All modern PC screens are raster displays. Your computer draws pixels, even when drawing a vector image.

The difference between raster and vector *data*, is as you’ve described. Raster images are like a mosaic, where each pixel has a defined location and color value. Vector images are like a set of instructions for drawing geometry.

We call vectors “lossless” because the computer has no trouble drawing this geometry data at different scales. You can zoom into a vector .SVG of a blue circle, and the perimeter of the circle will always look sharp because the computer is deciding where to put the pixels.

Raster data, by contrast, defines exactly where its pixels are. The computer simply follows these instructions. When you zoom in on a raster image, the computer scales these pixels up in size until the image looks blocky.

Anonymous 0 Comments

Vector images are the instructions on how to draw something regardless of size, regular images are already drawn and at a set size

Anonymous 0 Comments

ELI5 explanation of how rasters are lossy:

Take a transparent projector sheet with a grid on it and lay it over a sheet of paper with a line drawn across it. Color in every grid square the line touches with a marker. The squares you filled approximate the line and you can tell roughly what its length and angle are, but you could also draw slightly different lines that would create the exact same grid.

Explaining why vectors are lossless requires perhaps 4th grade math.
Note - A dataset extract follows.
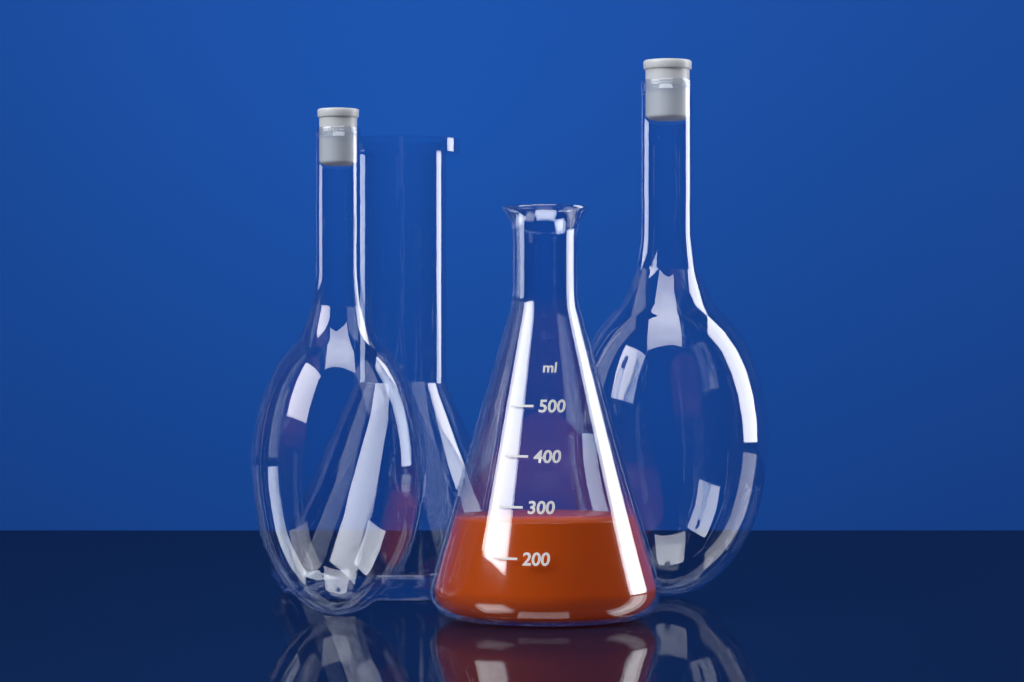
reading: 270 ml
Contrast the idea of this grid-filling with slope-intercept form (y = mx + b) Given instructions in this form, you can draw a line on a graph, and no matter how big or small the grid, it’s easy to follow the instructions and end up with the line that was intended. You can guarantee none of the information is lost because the line is generated from the instructions that were provided.

To put it another way:

* A line will produce a specific set of filled in squares on a grid…
* But that set of squares could be described by multiple lines. Not knowing which specific line was intended IS the loss of information.
* A set of instructions like “y = 2x + 3” produces the exact same line every time. This is what vectors are, and because the instructions are preserved and tell you EVERYTHING about the shape, no information can be lost.

Anonymous 0 Comments

FTR “vector images” are technically lossy. They are millions of times better than pixel images. Instead of the pixels and color data, they have instructions on how to draw the image using primitives like lines, compass, and splines.

They use floating point numbers to describe angles and distances. So they can be incredibly more accurate and scalable than pixel based methods, but there are still limits to the accuracy of such numbers. If you zoom in far enough into your image, you will eventually find points and lines not matching up perfectly.